Great job, thanks for sharing.
I used a similar project called Ansible NAS a while back and it’s been working beautifully. I had a problem and had to reinstall the OS on my NAS at some point and this made it a breeze. That project requires Ubuntu and I prefer Debian so I may try this out next time.
This is definitely inspired by ansible-nas! I’d also used it for awhile, and made my own fork to add/fix things since the project has gone a little dormant. I started making so many changes though that I started fresh and it turned it into a whole project of it’s own. You can see a list of differences here: https://dylancyclone.github.io/ansible-homelab-orchestration/guides/introduction/
Or copy-pasted:
- Does not require root to run
- Runs containers with minimum privileges (no root unless absolutely necessary)
- Allow any application to have it’s name, image name and version overridden (in case of version pinning or running forks)
- Does not modify existing system settings/configuration
- Separates DNS access from external access (for example, access
portainer.example.comon local network without exposing it to the internet) - Notifies the user of breaking changes in an application’s ansible role before updating them
- Everything is optional, doesn’t install anything except what’s configured by the user
- Cleans up networks and containers more gracefully after disabling applications, and ensure nothing is left dangling
- Supports more OSs than just Ubuntu
- Includes suite of tests to ensure clean code and functionality
- All created containers and networks are removed when stopping applications
- Ensures all applications have consistent variable names and settings
- Ensures all applications properly implement DNS and external access settings
- Ensures no port conflicts between applications
- etc
Awesome improvements! Really nice work. I’ll definitely be switching at some point when I have a reason to mess with it. Thanks for all the extra work you’ve done to improve the fork and gift the project to the commons.

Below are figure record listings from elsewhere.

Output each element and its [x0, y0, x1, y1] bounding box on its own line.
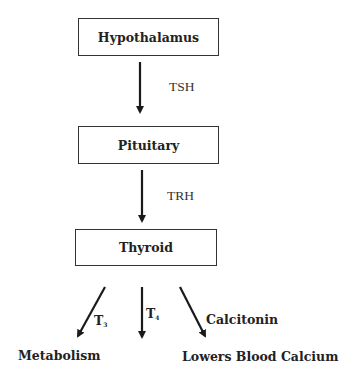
node-pituitary: Pituitary [78, 126, 219, 164]
node-thyroid: Thyroid [75, 229, 217, 266]
arrow-thyroid-to-blood-calcium [180, 287, 205, 336]
outcome-lowers-blood-calcium: Lowers Blood Calcium [182, 349, 338, 364]
edge-label-t4-sub: 4 [155, 314, 159, 321]
edge-label-t3-base: T [94, 313, 103, 328]
node-thyroid-label: Thyroid [119, 240, 173, 255]
node-pituitary-label: Pituitary [118, 138, 179, 153]
edge-label-t4-base: T [146, 306, 155, 321]
outcome-metabolism: Metabolism [18, 348, 101, 363]
edge-label-trh: TRH [167, 188, 194, 204]
edge-label-t3: T3 [94, 313, 108, 328]
arrow-thyroid-to-metabolism [78, 287, 105, 336]
edge-label-t4: T4 [146, 306, 160, 321]
node-hypothalamus-label: Hypothalamus [98, 30, 199, 45]
edge-label-tsh: TSH [169, 79, 195, 95]
node-hypothalamus: Hypothalamus [78, 18, 219, 56]
edge-label-t3-sub: 3 [103, 321, 107, 328]
edge-label-calcitonin: Calcitonin [206, 312, 278, 327]
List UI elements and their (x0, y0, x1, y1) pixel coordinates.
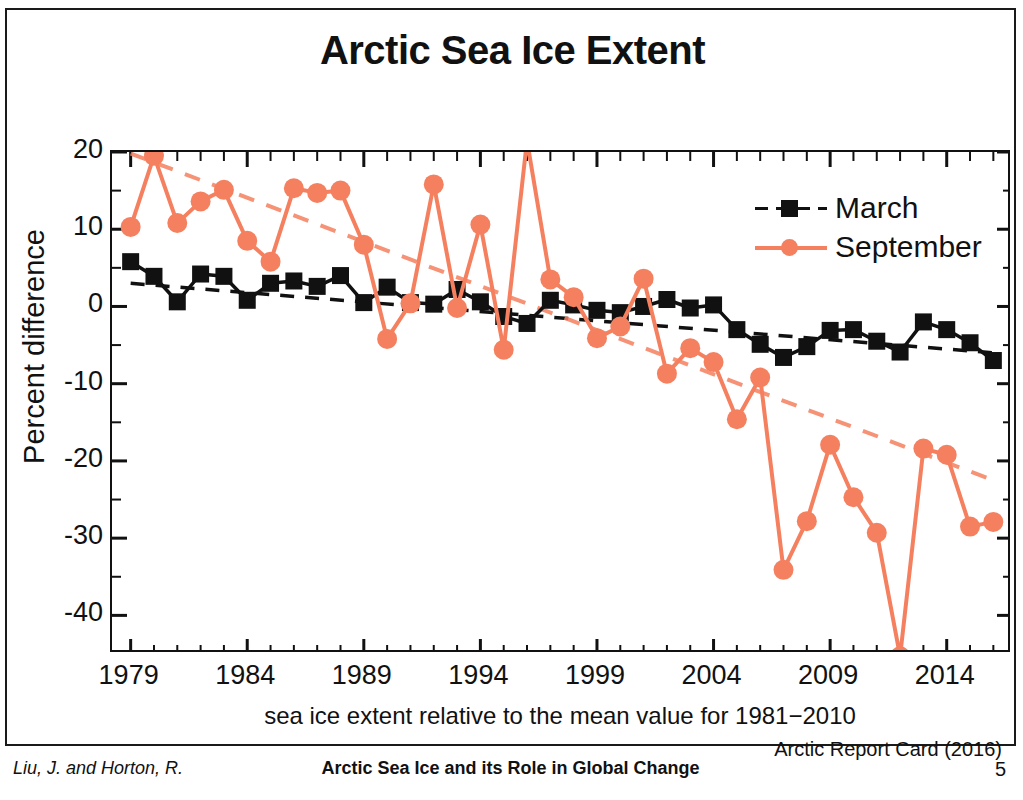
slide-frame: Arctic Sea Ice Extent Percent difference… (5, 8, 1016, 746)
data-point (774, 560, 794, 580)
data-point (354, 235, 374, 255)
x-axis-tick-label: 2009 (768, 660, 888, 691)
data-point (775, 349, 792, 366)
chart-legend: March September (755, 188, 1015, 266)
data-point (167, 213, 187, 233)
slide: Arctic Sea Ice Extent Percent difference… (0, 0, 1023, 800)
data-point (239, 292, 256, 309)
y-axis-tick-label: -10 (41, 368, 103, 395)
data-point (682, 300, 699, 317)
legend-entry-march: March (755, 188, 1015, 227)
data-point (938, 321, 955, 338)
data-point (868, 333, 885, 350)
chart-figure: Percent difference 20100-10-20-30-40 197… (7, 10, 1018, 748)
data-point (379, 279, 396, 296)
data-point (728, 321, 745, 338)
y-axis-tick-label: -20 (41, 445, 103, 472)
footer-page-number: 5 (995, 758, 1006, 781)
data-point (820, 435, 840, 455)
x-axis-tick-label: 2014 (885, 660, 1005, 691)
legend-square-marker-icon (781, 200, 798, 217)
data-point (145, 268, 162, 285)
data-point (261, 252, 281, 272)
data-point (797, 511, 817, 531)
data-point (262, 275, 279, 292)
data-point (191, 191, 211, 211)
data-point (519, 315, 536, 332)
x-axis-tick-label: 1984 (185, 660, 305, 691)
data-point (634, 269, 654, 289)
y-axis-tick-label: -40 (41, 599, 103, 626)
data-point (309, 278, 326, 295)
legend-symbol-march (755, 198, 827, 218)
data-point (658, 291, 675, 308)
data-point (843, 487, 863, 507)
data-point (447, 298, 467, 318)
data-point (215, 268, 232, 285)
data-point (890, 646, 910, 652)
x-axis-tick-label: 1994 (418, 660, 538, 691)
data-point (332, 267, 349, 284)
data-point (892, 344, 909, 361)
data-point (983, 512, 1003, 532)
x-axis-tick-label: 1989 (302, 660, 422, 691)
data-point (330, 181, 350, 201)
y-axis-tick-label: -30 (41, 522, 103, 549)
y-axis-tick-label: 10 (41, 213, 103, 240)
x-axis-caption: sea ice extent relative to the mean valu… (110, 702, 1010, 730)
data-point (610, 317, 630, 337)
data-point (845, 321, 862, 338)
data-point (704, 352, 724, 372)
x-axis-tick-label: 1979 (69, 660, 189, 691)
data-point (470, 215, 490, 235)
data-point (798, 338, 815, 355)
data-point (540, 269, 560, 289)
data-point (285, 272, 302, 289)
data-point (588, 302, 605, 319)
data-point (985, 352, 1002, 369)
legend-label-march: March (827, 191, 918, 225)
data-point (564, 287, 584, 307)
data-point (657, 364, 677, 384)
legend-label-september: September (827, 230, 982, 264)
data-point (822, 322, 839, 339)
data-point (913, 439, 933, 459)
data-point (237, 231, 257, 251)
data-point (472, 293, 489, 310)
legend-entry-september: September (755, 227, 1015, 266)
data-point (169, 293, 186, 310)
data-point (424, 174, 444, 194)
y-axis-tick-label: 20 (41, 136, 103, 163)
data-point (587, 328, 607, 348)
data-point (962, 334, 979, 351)
y-axis-tick-labels: 20100-10-20-30-40 (25, 10, 103, 748)
legend-symbol-september (755, 237, 827, 257)
data-point (705, 296, 722, 313)
data-point (400, 293, 420, 313)
footer-talk-title: Arctic Sea Ice and its Role in Global Ch… (5, 758, 1016, 779)
data-point (355, 294, 372, 311)
x-axis-tick-label: 1999 (535, 660, 655, 691)
data-point (960, 517, 980, 537)
data-point (214, 180, 234, 200)
legend-circle-marker-icon (781, 239, 798, 256)
data-point (307, 183, 327, 203)
data-point (750, 368, 770, 388)
data-point (937, 445, 957, 465)
data-point (284, 178, 304, 198)
data-point (867, 523, 887, 543)
data-point (377, 329, 397, 349)
data-point (494, 340, 514, 360)
data-point (192, 266, 209, 283)
data-point (542, 292, 559, 309)
data-point (425, 296, 442, 313)
x-axis-tick-label: 2004 (652, 660, 772, 691)
data-point (915, 313, 932, 330)
data-point (727, 409, 747, 429)
slide-footer: Liu, J. and Horton, R. Arctic Sea Ice an… (5, 748, 1016, 796)
data-point (752, 336, 769, 353)
data-point (680, 338, 700, 358)
y-axis-tick-label: 0 (41, 290, 103, 317)
data-point (122, 253, 139, 270)
data-point (121, 217, 141, 237)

@Dylancyclone looks fantastic, great work!
This is probably my lack of Ansible experience here but how are multiple servers setup? Can I specify a different server per application?
You can use host_vars to set different variables per host. You’d still run the same playbook against both hosts, but each has different services activated.

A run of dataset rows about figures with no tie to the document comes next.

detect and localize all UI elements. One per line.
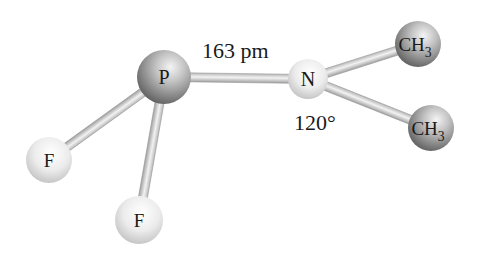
atom-label: F [44,150,55,171]
molecule-diagram: PNCH3CH3FF 163 pm 120° [0,0,478,255]
atom-p: P [137,50,191,104]
atom-n: N [288,59,328,99]
atom-label: P [158,66,169,88]
bonds [46,40,432,221]
bond-length-label: 163 pm [202,38,269,63]
atom-f1: F [26,137,72,183]
bond-angle-label: 120° [294,110,336,135]
atom-c1: CH3 [395,21,441,67]
atom-f2: F [115,196,163,244]
atom-label: F [134,210,145,231]
atom-label: N [301,68,315,90]
atom-c2: CH3 [408,105,454,151]
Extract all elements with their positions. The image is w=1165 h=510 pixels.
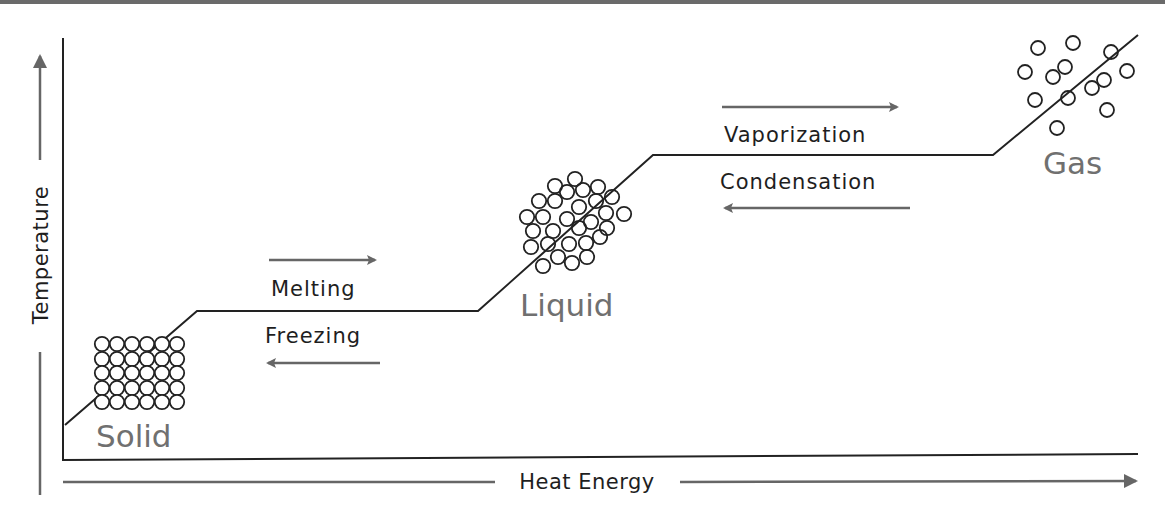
gas-label: Gas bbox=[1043, 145, 1102, 181]
freezing-label: Freezing bbox=[265, 324, 361, 348]
temperature-axis-arrow: Temperature bbox=[29, 56, 53, 495]
solid-particles-icon bbox=[95, 337, 184, 409]
x-axis-label: Heat Energy bbox=[519, 470, 655, 494]
heating-curve-diagram: Temperature Heat Energy Solid Melting Fr… bbox=[0, 0, 1165, 510]
liquid-label: Liquid bbox=[520, 287, 614, 323]
melting-label: Melting bbox=[271, 277, 356, 301]
heat-energy-axis-arrow: Heat Energy bbox=[63, 470, 1136, 494]
condensation-label: Condensation bbox=[720, 170, 876, 194]
y-axis-label: Temperature bbox=[29, 186, 53, 326]
axes bbox=[63, 38, 1138, 461]
x-axis bbox=[63, 454, 1138, 460]
solid-label: Solid bbox=[96, 418, 172, 454]
vaporization-label: Vaporization bbox=[724, 123, 866, 147]
vaporization-condensation-group: Vaporization Condensation bbox=[720, 107, 910, 208]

- Make the folder host_vars in the repo root
- Make subfolders for every host with their hostname
- Enable services you want by writing the variables into a yaml file for your host (any file name as long as it ends with .yml
- Write an Ansible inventory for your hosts
- Run the playbook with your inventory
Slightly fancier would be using group_vars instead, you can add a host to multiple groups. Then deploying the same services on a new hosts would simply be adding it to the group
TL;DR: yes
Just from a quick view of the repo, the simplest way to do it would be to look at the
playbook.ymland copy all roles you want for a host into a new playbook, saymyhost.yaml. Copy not only the roles but all the other keywords as well. Then you go to the inventory and add your hosts where you to execute the playbook against. Then you change thehostskey value in the playbook you made fromallto the hosts you added to the inventory.That is, add your hosts to the inventory, create playbooks for for them and run. That is the easiest. Read up on how to do groups and organizing your inventory to improve it from there.